A roiling cloud complex, thick with the turbulence of star formation, is yielding up new clues as to the formation of our Solar System.
Analysis of gamma rays from the Ophiuchus star-forming complex has given us even more evidence that short-lived radioactive elements in the early Solar System were delivered via the supernova explosions of nearby stars when the Sun was being born.
This validates an elemental enrichment model suspected for decades, and gives us valuable insight into the breathtaking life-and-death cycle of stars.
"Our Solar System was most likely formed in a giant molecular cloud together with a young stellar cluster, and one or more supernova events from some massive stars in this cluster contaminated the gas which turned into the Sun and its planetary system," said astronomer and astrophysicist Douglas N. C. Lin of the University of California, Santa Cruz.
"Although this scenario has been suggested in the past, the strength of this paper is to use multi-wavelength observations and a sophisticated statistical analysis to deduce a quantitative measurement of the model's likelihood."
Stars are born when a spinning knot of dense gas in a molecular cloud collapses under its own gravity. Material in the cloud flattens out into an accretion disk that feeds into the growing star; once the star has finished forming, the leftover disk forms everything else in the planetary system - so while elemental abundances may vary from body to body, everything in a planetary system is made from the same piece of molecular cloud.
These molecular clouds are huge, vast complexes that give birth to many stars. These are called stellar nurseries. Our Sun was probably born this way, although it has long since left its birthplace and siblings behind.
Figuring out how the Solar System was born and came to be the way it is, requires detective work by piecing together clues from within the Solar System, and observing others coming into existence.
The Ophiuchus star-forming complex is just 460 light-years away - that's a pretty short distance on relative cosmic scales. And in this complex, astronomers have detected gamma rays emitted by the short-lived radionuclide aluminum-26.
Aluminum-26 has a half-life of 717,000 years. Therefore, any of this isotope that may have been around in the early Solar System - 4.6 billion years ago - would be long gone by now.
In the 1970s, though, scientists found inclusions in pristine meteorites that they concluded were the decay products of short-lived radionuclides, which raised the question: where did they come from? The answer was from nearby supernovae, or the stellar winds from dying Wolf-Rayet stars, but how many sources, where they are, and the penetration rate of aluminum-26 remained unknown.

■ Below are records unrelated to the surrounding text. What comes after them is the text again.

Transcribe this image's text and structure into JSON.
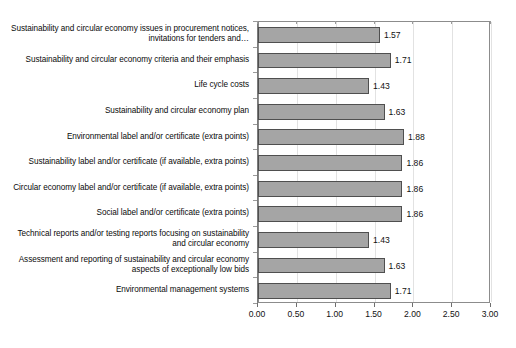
{
  "chart_data": {
    "type": "bar",
    "orientation": "horizontal",
    "title": "",
    "subtitle": "",
    "xlabel": "",
    "ylabel": "",
    "xlim": [
      0,
      3
    ],
    "xticks": [
      "0.00",
      "0.50",
      "1.00",
      "1.50",
      "2.00",
      "2.50",
      "3.00"
    ],
    "xtick_values": [
      0,
      0.5,
      1.0,
      1.5,
      2.0,
      2.5,
      3.0
    ],
    "grid": "vertical",
    "legend": "none",
    "bar_fill_color": "#a5a5a5",
    "bar_border_color": "#4f4f4f",
    "gridline_color": "#e2e2e2",
    "frame_color": "#8c8c8c",
    "categories": [
      "Sustainability and circular economy issues in procurement notices, invitations for tenders and…",
      "Sustainability and circular economy criteria and their emphasis",
      "Life cycle costs",
      "Sustainability and circular economy plan",
      "Environmental label and/or certificate (extra points)",
      "Sustainability label and/or certificate (if available, extra points)",
      "Circular economy label and/or certificate (if available, extra points)",
      "Social label and/or certificate (extra points)",
      "Technical reports and/or testing reports focusing on sustainability and circular economy",
      "Assessment and reporting of sustainability and circular economy aspects of exceptionally low bids",
      "Environmental management systems"
    ],
    "values": [
      1.57,
      1.71,
      1.43,
      1.63,
      1.88,
      1.86,
      1.86,
      1.86,
      1.43,
      1.63,
      1.71
    ],
    "value_labels": [
      "1.57",
      "1.71",
      "1.43",
      "1.63",
      "1.88",
      "1.86",
      "1.86",
      "1.86",
      "1.43",
      "1.63",
      "1.71"
    ]
  }
}
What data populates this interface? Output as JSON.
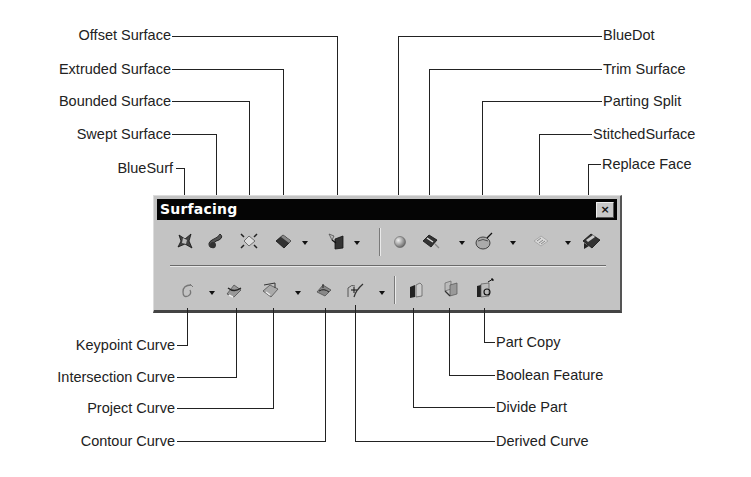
{
  "toolbar": {
    "title": "Surfacing",
    "close_glyph": "×",
    "row1": [
      {
        "name": "BlueSurf",
        "icon": "bluesurf-icon"
      },
      {
        "name": "Swept Surface",
        "icon": "swept-surface-icon"
      },
      {
        "name": "Bounded Surface",
        "icon": "bounded-surface-icon"
      },
      {
        "name": "Extruded Surface",
        "icon": "extruded-surface-icon",
        "dropdown": true
      },
      {
        "name": "Offset Surface",
        "icon": "offset-surface-icon",
        "dropdown": true
      },
      {
        "name": "BlueDot",
        "icon": "bluedot-icon"
      },
      {
        "name": "Trim Surface",
        "icon": "trim-surface-icon",
        "dropdown": true
      },
      {
        "name": "Parting Split",
        "icon": "parting-split-icon",
        "dropdown": true
      },
      {
        "name": "Stitched Surface",
        "icon": "stitched-surface-icon",
        "dropdown": true
      },
      {
        "name": "Replace Face",
        "icon": "replace-face-icon"
      }
    ],
    "row2": [
      {
        "name": "Keypoint Curve",
        "icon": "keypoint-curve-icon",
        "dropdown": true
      },
      {
        "name": "Intersection Curve",
        "icon": "intersection-curve-icon"
      },
      {
        "name": "Project Curve",
        "icon": "project-curve-icon",
        "dropdown": true
      },
      {
        "name": "Contour Curve",
        "icon": "contour-curve-icon"
      },
      {
        "name": "Derived Curve",
        "icon": "derived-curve-icon",
        "dropdown": true
      },
      {
        "name": "Divide Part",
        "icon": "divide-part-icon"
      },
      {
        "name": "Boolean Feature",
        "icon": "boolean-feature-icon"
      },
      {
        "name": "Part Copy",
        "icon": "part-copy-icon"
      }
    ]
  },
  "callouts": {
    "top_left": [
      "Offset Surface",
      "Extruded Surface",
      "Bounded Surface",
      "Swept Surface",
      "BlueSurf"
    ],
    "top_right": [
      "BlueDot",
      "Trim Surface",
      "Parting Split",
      "StitchedSurface",
      "Replace Face"
    ],
    "bottom_left": [
      "Keypoint Curve",
      "Intersection Curve",
      "Project Curve",
      "Contour Curve"
    ],
    "bottom_right": [
      "Part Copy",
      "Boolean Feature",
      "Divide Part",
      "Derived Curve"
    ]
  }
}
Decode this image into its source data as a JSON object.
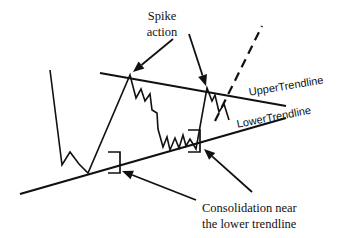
{
  "figure": {
    "background_color": "#ffffff",
    "ink_color": "#111111",
    "width": 348,
    "height": 238
  },
  "annotations": {
    "spike_label_line1": "Spike",
    "spike_label_line2": "action",
    "upper_trendline_label": "UpperTrendline",
    "lower_trendline_label": "LowerTrendline",
    "consolidation_line1": "Consolidation near",
    "consolidation_line2": "the lower trendline"
  },
  "chart_data": {
    "type": "line",
    "xlabel": "",
    "ylabel": "",
    "grid": false,
    "legend": "none",
    "xlim": [
      0,
      348
    ],
    "ylim": [
      238,
      0
    ],
    "series": [
      {
        "name": "price-action",
        "stroke": "#111111",
        "points": [
          [
            50,
            70
          ],
          [
            62,
            165
          ],
          [
            70,
            152
          ],
          [
            79,
            164
          ],
          [
            88,
            173
          ],
          [
            130,
            75
          ],
          [
            136,
            98
          ],
          [
            141,
            89
          ],
          [
            145,
            101
          ],
          [
            150,
            94
          ],
          [
            152,
            110
          ],
          [
            157,
            113
          ],
          [
            158,
            129
          ],
          [
            163,
            147
          ],
          [
            167,
            137
          ],
          [
            170,
            150
          ],
          [
            175,
            138
          ],
          [
            179,
            148
          ],
          [
            183,
            135
          ],
          [
            186,
            146
          ],
          [
            190,
            139
          ],
          [
            196,
            149
          ],
          [
            207,
            88
          ],
          [
            212,
            101
          ],
          [
            215,
            95
          ],
          [
            219,
            112
          ],
          [
            224,
            104
          ],
          [
            229,
            120
          ]
        ]
      }
    ],
    "trendlines": [
      {
        "name": "upper-trendline",
        "x1": 100,
        "y1": 73,
        "x2": 286,
        "y2": 106,
        "style": "solid",
        "label": "UpperTrendline"
      },
      {
        "name": "lower-trendline",
        "x1": 20,
        "y1": 194,
        "x2": 286,
        "y2": 118,
        "style": "solid",
        "label": "LowerTrendline"
      },
      {
        "name": "breakout-projection",
        "x1": 215,
        "y1": 121,
        "x2": 262,
        "y2": 26,
        "style": "dashed",
        "label": ""
      }
    ],
    "markers": [
      {
        "name": "consolidation-bracket-left",
        "x": 108,
        "y": 152,
        "width": 12,
        "height": 21
      },
      {
        "name": "consolidation-bracket-right",
        "x": 188,
        "y": 130,
        "width": 12,
        "height": 22
      }
    ],
    "callouts": [
      {
        "name": "spike-arrow-left",
        "from": [
          173,
          39
        ],
        "to": [
          133,
          72
        ],
        "target": "left spike peak on upper trendline"
      },
      {
        "name": "spike-arrow-right",
        "from": [
          189,
          34
        ],
        "to": [
          206,
          86
        ],
        "target": "right spike peak on upper trendline"
      },
      {
        "name": "consolidation-arrow-left",
        "from": [
          196,
          200
        ],
        "to": [
          122,
          171
        ],
        "target": "left consolidation bracket"
      },
      {
        "name": "consolidation-arrow-right",
        "from": [
          252,
          192
        ],
        "to": [
          204,
          149
        ],
        "target": "right consolidation bracket"
      }
    ]
  }
}
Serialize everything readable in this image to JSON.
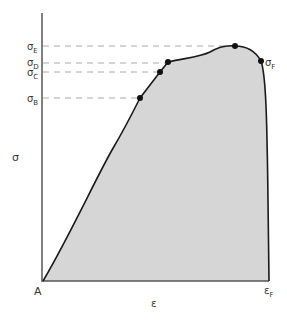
{
  "diagram": {
    "type": "stress-strain curve",
    "axes": {
      "y_label": "σ",
      "x_label": "ε",
      "origin_label": "A",
      "x_end_label_main": "ε",
      "x_end_label_sub": "F"
    },
    "points": [
      {
        "id": "B",
        "label_main": "σ",
        "label_sub": "B"
      },
      {
        "id": "C",
        "label_main": "σ",
        "label_sub": "C"
      },
      {
        "id": "D",
        "label_main": "σ",
        "label_sub": "D"
      },
      {
        "id": "E",
        "label_main": "σ",
        "label_sub": "E"
      },
      {
        "id": "F",
        "label_main": "σ",
        "label_sub": "F"
      }
    ],
    "colors": {
      "fill": "#d6d6d6",
      "curve": "#1a1a1a",
      "axis": "#555555",
      "dash": "#aaaaaa"
    }
  }
}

It's not unusual for stellar nurseries to be bathed by the radiation of supernovae. Such regions produce a variety of stars, including some so massive that they live and die while other stars are still being born.
Using observations across a range of wavelengths, including incredible new infrared images, the researchers noted a stream of aluminum-26 from a nearby star cluster that had hosted such supernovae to a star-forming region of the Ophiuchus complex.
"The enrichment process we're seeing in Ophiuchus is consistent with what happened during the formation of the Solar System 5 billion years ago," said astrophysicist John Forbes of the Flatiron Institute.
"Once we saw this nice example of how the process might happen, we set about trying to model the nearby star cluster that produced the radionuclides we see today in gamma rays."
These models accounted for every massive star that could have existed in the region in the window to produce aluminum-26, the probability of those stars going supernova, and the potential yields of the radionuclides from supernovae as well as stellar winds.
Based on this modelling, the researchers were able to conclude that there is a 59 percent chance that the aluminum-26 is produced by a supernova, and a 68 percent chance that there were multiple sources and more than one supernova.
This suggests that there is a wide range of radionuclide abundances that can be incorporated into a forming planetary system. In turn, this could have implications for the search for habitable systems.
"Many new star systems will be born with aluminum-26 abundances in line with our solar system, but the variation is huge - several orders of magnitude," Forbes said.
"This matters for the early evolution of planetary systems, since aluminum-26 is the main early heating source. More aluminum-26 probably means drier planets."
The research has been published in Nature Astronomy.